Kings of War 4E Meta Check: Are Ratkin Actually Broken?

Early 4E Faction Performance: Ratkin Hype vs Reality

We’re about 1,300 games into 4th Edition now. That’s enough to start seeing patterns but not enough to rush balance changes. Lately, the question I keep getting is simple: Do Ratkin need a nerf?

Short answer: not yet.

Longer answer: the data tells a much more interesting story.

If you want to dig into the discussion directly, I’ve been posting updates at https://www.kowforum.com/t/data-and-dice/4354/. You can also dig into the data yourself at KoW Data Explorer – Kings of War Analytics.

The Ratkin Problem (Or Maybe Not)

On the surface, Ratkin look absurd, with a 78.6% win rate and dominant showings at multiple events. If you stop there, it looks like an obvious balance issue. But once you zoom in, the picture changes fast.

  • Only 28 total games in the dataset
  • 3rd least played faction
  • Results clustered heavily in a few events (Northwoods, Adepticon)

This is the key point: we’re not looking at broad faction performance. We’re looking at a handful of strong players putting up strong results. Even basic statistical bounds tell the story. I’ll skip the various statistical tests to show this, but the essential idea is that a small sample size can skew because of luck or other factors and not reflect reality. To give you an example, if you take Jeff Schiltgen and tell him to play on a clock with 10 fewer minutes, he’s still going to win most of his games. That isn’t because playing on a tighter clock makes people better, just that someone who is better is playing on a tighter clock. When you look at it through this lens, Ratkin’s true win rate plausibly sits somewhere between ~60% and ~90% right now. That range is massive. So what does the data actually say?

  • Ratkin are good
  • Strong players are choosing them
  • They can win events

What it does not say:

  • That the faction is broken across the player base
  • That the average player would replicate these results

Right now, this looks like player concentration, not a balance problem.

The Meta Looks… Healthy?

To get a cleaner read, I filtered down to factions with at least 40 games played. That leaves 16 factions, which is enough to trust the numbers. What you see is exactly what you’d hope for early in an edition. Almost every faction sits near 50% win rate. Even the strongest well-sampled performer:

  • Forces of Nature — 74 games, 59.5% win rate

That’s solid. But it still overlaps 50% once you account for variance. In other words, good but not broken. This is what balance looks like in practice:

  • No dominant faction with a large sample
  • Most armies clustered tightly together
  • Results driven more by execution than faction choice

That’s a very good sign for 4E.

Another quick check: what are the most played factions actually doing?

  • Dwarfs (114 games) — 45.2%
  • Northern Alliance (113 games) — 53.5%
  • Elves (97 games) — 51.0%
  • Ogres (94 games) — 46.3%

These armies make up a big chunk of the field. None of them are dominating. That tells us the meta isn’t being warped by popularity. Players are showing up with familiar armies and performing about where you’d expect.

The One Real Issue: Nightstalkers

There is one faction that doesn’t fit the pattern. Nightstalkers, with 92 games and an abysmal 37.5% win rate. This is not a small sample. This is one of the most played factions in the game right now. And even at the high end of statistical variance, they still fall below 50%. This is the only place in the current data where the signal is clear:

Nightstalkers are struggling.

If there’s a balance conversation to have today, this is it.

So… Do Ratkin Need a Nerf?

Not based on the data we have today. What we have is a very small sample, with a handful of strong players and high variance. That’s not a stable foundation for balance changes. What we do have enough data for: Nightstalkers underperforming across a large sample. If you’re asking where attention should go right now, it’s not nerfing Ratkin–it’s buffing Nightstalkers.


● Description of the task: Look through the listing for the string "vertical" and copy out every line that holds it.
------------
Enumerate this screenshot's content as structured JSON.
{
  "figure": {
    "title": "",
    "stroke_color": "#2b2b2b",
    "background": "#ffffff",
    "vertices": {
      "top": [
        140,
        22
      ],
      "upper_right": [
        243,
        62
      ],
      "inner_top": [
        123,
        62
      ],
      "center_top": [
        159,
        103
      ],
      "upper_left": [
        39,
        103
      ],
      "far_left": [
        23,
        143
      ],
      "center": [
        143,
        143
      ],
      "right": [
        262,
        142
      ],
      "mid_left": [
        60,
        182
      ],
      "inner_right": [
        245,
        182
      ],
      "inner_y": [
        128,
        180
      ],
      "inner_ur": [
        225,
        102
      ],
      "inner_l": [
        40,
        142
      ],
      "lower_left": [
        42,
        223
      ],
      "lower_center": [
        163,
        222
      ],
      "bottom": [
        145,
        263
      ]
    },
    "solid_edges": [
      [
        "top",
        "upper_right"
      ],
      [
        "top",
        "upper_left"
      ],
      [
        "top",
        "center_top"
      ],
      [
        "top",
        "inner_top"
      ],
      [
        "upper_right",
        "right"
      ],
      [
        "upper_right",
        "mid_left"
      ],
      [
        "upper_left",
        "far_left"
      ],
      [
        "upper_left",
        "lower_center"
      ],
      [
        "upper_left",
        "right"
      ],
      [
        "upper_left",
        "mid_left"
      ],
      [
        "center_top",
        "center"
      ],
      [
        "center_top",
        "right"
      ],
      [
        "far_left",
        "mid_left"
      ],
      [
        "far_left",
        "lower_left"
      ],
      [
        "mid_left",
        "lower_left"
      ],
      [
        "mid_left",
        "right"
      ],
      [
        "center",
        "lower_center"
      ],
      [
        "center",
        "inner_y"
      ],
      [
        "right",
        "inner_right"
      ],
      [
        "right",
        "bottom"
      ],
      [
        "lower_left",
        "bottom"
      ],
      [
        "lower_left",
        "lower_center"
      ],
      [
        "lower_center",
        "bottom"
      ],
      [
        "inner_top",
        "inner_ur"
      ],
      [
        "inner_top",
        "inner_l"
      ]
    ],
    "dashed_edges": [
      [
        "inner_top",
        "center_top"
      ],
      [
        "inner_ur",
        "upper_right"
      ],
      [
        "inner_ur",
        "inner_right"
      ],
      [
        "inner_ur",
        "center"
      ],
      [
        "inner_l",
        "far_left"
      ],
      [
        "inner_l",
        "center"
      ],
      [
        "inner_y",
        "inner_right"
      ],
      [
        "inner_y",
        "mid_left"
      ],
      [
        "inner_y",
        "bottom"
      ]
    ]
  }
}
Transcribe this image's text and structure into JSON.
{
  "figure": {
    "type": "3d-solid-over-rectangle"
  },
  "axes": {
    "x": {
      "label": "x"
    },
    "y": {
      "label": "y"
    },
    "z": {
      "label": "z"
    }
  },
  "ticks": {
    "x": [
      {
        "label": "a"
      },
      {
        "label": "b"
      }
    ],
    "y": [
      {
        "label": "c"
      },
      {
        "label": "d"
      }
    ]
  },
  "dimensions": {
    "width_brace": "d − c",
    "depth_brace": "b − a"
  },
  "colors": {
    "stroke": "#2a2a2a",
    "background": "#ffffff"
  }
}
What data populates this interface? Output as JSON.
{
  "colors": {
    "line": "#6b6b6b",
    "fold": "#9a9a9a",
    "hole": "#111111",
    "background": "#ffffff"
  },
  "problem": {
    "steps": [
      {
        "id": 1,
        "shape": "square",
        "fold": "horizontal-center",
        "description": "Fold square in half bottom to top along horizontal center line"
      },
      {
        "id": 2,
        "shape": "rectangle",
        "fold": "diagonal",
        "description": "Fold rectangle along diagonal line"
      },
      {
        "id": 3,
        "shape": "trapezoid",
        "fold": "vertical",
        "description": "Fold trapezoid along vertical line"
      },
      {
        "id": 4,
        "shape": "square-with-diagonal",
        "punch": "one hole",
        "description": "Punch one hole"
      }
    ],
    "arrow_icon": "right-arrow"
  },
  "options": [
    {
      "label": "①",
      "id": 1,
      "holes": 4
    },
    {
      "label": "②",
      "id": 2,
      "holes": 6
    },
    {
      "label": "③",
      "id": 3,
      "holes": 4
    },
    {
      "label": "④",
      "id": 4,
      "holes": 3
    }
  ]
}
------------
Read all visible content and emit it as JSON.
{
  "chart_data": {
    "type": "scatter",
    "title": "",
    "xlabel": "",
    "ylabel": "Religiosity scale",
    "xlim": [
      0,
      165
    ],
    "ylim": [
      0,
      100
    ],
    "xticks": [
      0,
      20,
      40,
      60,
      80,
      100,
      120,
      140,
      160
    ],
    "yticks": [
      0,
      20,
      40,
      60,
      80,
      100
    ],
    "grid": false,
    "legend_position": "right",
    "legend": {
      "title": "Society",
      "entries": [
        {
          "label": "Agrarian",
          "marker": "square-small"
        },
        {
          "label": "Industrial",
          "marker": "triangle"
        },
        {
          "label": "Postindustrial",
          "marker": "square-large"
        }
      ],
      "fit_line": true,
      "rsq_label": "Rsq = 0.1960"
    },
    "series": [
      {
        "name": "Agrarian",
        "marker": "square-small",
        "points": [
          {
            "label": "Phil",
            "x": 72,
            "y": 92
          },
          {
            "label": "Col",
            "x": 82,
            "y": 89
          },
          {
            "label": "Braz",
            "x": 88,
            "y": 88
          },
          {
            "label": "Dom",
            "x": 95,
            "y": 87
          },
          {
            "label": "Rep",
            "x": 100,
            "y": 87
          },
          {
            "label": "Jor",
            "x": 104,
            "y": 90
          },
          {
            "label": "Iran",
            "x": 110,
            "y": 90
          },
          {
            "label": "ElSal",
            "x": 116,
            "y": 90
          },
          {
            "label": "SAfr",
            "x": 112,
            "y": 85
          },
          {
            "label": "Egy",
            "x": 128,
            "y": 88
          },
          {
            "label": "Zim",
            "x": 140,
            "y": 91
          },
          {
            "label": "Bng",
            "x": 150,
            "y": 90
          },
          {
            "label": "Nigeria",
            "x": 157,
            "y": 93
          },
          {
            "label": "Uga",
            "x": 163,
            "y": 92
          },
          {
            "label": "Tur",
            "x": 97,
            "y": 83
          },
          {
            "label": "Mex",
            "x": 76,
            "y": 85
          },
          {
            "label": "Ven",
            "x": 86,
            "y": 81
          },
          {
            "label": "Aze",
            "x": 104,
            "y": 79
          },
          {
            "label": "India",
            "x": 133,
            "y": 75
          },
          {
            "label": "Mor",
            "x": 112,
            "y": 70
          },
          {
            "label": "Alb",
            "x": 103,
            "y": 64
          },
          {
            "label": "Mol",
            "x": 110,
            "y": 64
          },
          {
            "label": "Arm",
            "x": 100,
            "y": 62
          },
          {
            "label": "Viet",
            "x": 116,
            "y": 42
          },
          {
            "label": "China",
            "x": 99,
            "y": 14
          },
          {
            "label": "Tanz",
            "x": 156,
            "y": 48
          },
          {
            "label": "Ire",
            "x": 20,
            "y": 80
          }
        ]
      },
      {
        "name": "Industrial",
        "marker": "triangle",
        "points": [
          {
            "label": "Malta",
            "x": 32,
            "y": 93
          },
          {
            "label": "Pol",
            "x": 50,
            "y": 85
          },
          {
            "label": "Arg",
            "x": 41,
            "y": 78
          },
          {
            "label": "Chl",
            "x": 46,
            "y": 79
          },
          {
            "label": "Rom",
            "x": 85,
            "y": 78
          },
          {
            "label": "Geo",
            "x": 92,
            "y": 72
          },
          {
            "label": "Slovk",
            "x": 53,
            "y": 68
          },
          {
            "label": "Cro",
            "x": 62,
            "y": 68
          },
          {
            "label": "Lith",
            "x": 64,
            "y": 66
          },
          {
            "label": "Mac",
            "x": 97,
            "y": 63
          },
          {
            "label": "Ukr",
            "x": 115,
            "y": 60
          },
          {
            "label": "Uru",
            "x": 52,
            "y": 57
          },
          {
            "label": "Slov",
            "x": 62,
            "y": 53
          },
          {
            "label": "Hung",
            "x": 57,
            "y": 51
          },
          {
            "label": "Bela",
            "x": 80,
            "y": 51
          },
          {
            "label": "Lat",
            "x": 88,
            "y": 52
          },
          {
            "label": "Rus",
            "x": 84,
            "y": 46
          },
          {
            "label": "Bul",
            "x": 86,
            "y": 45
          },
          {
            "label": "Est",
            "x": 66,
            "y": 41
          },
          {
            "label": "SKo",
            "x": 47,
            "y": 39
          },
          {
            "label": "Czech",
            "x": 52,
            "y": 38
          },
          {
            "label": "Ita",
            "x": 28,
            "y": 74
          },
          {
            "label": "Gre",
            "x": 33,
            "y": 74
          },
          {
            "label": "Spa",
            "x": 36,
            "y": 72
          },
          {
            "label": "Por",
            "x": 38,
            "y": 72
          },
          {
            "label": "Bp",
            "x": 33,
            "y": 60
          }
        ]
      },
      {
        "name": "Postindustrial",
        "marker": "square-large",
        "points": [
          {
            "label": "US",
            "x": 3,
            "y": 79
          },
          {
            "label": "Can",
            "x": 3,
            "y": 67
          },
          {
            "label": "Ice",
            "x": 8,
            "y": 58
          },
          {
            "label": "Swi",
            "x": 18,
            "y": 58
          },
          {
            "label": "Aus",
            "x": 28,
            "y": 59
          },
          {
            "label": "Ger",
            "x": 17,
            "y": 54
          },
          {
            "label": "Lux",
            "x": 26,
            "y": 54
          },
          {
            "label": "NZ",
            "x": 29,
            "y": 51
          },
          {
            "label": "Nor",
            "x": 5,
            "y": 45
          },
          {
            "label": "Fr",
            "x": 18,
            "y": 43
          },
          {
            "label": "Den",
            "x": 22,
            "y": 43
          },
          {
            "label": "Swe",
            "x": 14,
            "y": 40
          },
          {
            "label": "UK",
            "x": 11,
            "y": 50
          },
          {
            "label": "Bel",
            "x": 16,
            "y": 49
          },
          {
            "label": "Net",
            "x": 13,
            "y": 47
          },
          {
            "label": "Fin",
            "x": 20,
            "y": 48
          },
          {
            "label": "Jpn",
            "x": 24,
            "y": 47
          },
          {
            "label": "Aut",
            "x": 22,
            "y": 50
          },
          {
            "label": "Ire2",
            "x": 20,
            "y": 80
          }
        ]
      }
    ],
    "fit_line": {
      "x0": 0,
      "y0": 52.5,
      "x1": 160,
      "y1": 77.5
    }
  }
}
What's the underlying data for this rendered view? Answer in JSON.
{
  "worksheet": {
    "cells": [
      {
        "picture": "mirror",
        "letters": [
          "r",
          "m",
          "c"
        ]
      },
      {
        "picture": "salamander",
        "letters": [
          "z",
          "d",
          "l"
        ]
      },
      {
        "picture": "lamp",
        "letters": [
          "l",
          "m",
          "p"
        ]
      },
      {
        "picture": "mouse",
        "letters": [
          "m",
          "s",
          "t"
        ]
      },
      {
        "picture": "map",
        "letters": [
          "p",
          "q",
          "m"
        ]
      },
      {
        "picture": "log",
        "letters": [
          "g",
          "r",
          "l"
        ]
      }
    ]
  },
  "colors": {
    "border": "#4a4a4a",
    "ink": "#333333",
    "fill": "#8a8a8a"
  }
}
------------
● Answer to the problem:
        "fold": "vertical",
        "description": "Fold trapezoid along vertical line"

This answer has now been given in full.